One of the most eye-catching works in the show is Given (Cock & Clam) (2015). One of Beasley’s more recent works, it is a tall bookshelf that rotates at 1rpm and which contains two small pear-wood objects. Like the works previously mentioned, Given (Cock & Clam) concerns itself with shifting perspective; its shelves opening and closing as the viewpoint changes through its rotation. Placed next to this moving sculpture is a series of older photographs, Elaborations & Extensions (2013), depicting similar pear-wood objects creating yet another dimension in perspective.

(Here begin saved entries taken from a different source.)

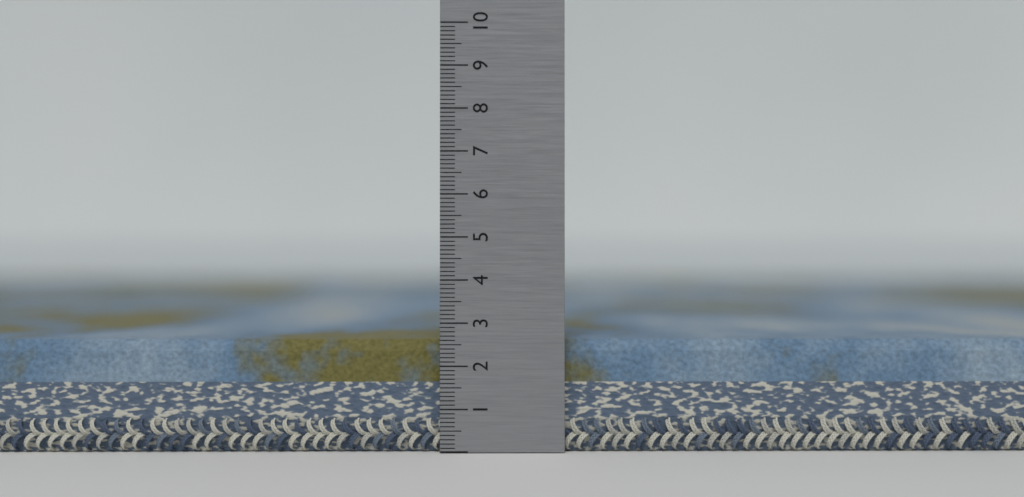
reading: 2.6 (no unit)
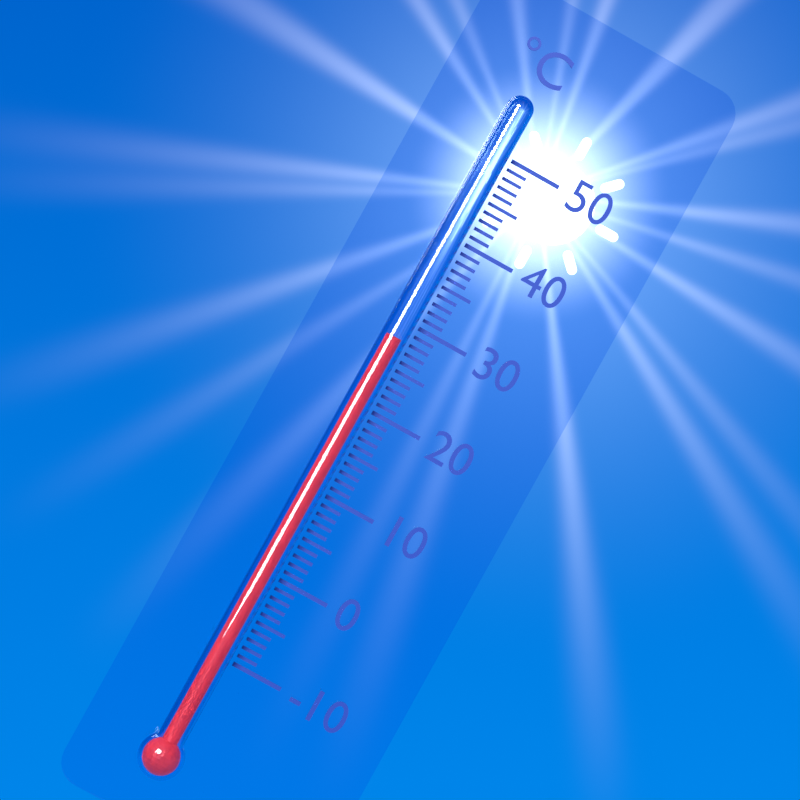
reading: 28 °C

An exhibition concerning itself with perspective and different ways of looking would surely have to include a video piece. Beasley delivers on this and in a very personal manner. A Man Restored a Broken Work (2015) is a video featuring Beasley’s partner repairing a previously damaged piece of woodwork by the artist. There is an intense intimacy about this work that, depending on how you see things, contrasts with the other works before this in emotional content. It also acts as a reference to Robert Bresson’s 1956 film, A Man Escaped, in terms of titling as well as thematically, with shared concerns over process, time and manual work. In many ways, it is one of the most raw, beautiful and honest love sonnets to a partner you could see by a contemporary artist.
The last part of the exhibition, a series of six digital prints that resemble posters for a selection of Beasley’s previous exhibitions, is aptly titled Foresight (2015). As the exhibition includes various references to literature, it comes as no surprise that Beasley incorporates her own writing into her practice. Each poster features the artist’s words reflecting experiences that happened in the five-year period that the posters allude to. For example: “Twice I was nauseous during the time of the project. The immense joy of discovering we were pregnant that September – the first tiredness and sickness which soon followed – shortly followed by our 12-week miscarriage. We clung to each other through the maelstrom of loss and hormone and emotion. Two months later, the joy of discovering we were pregnant, shortly followed by the constant, slight nausea, which never abated until the moment you were born.”
With an introduction to the artist’s past (both professionally and personally) situated at the end of the show, it leaves the visitor anticipating what will come next for Beasley.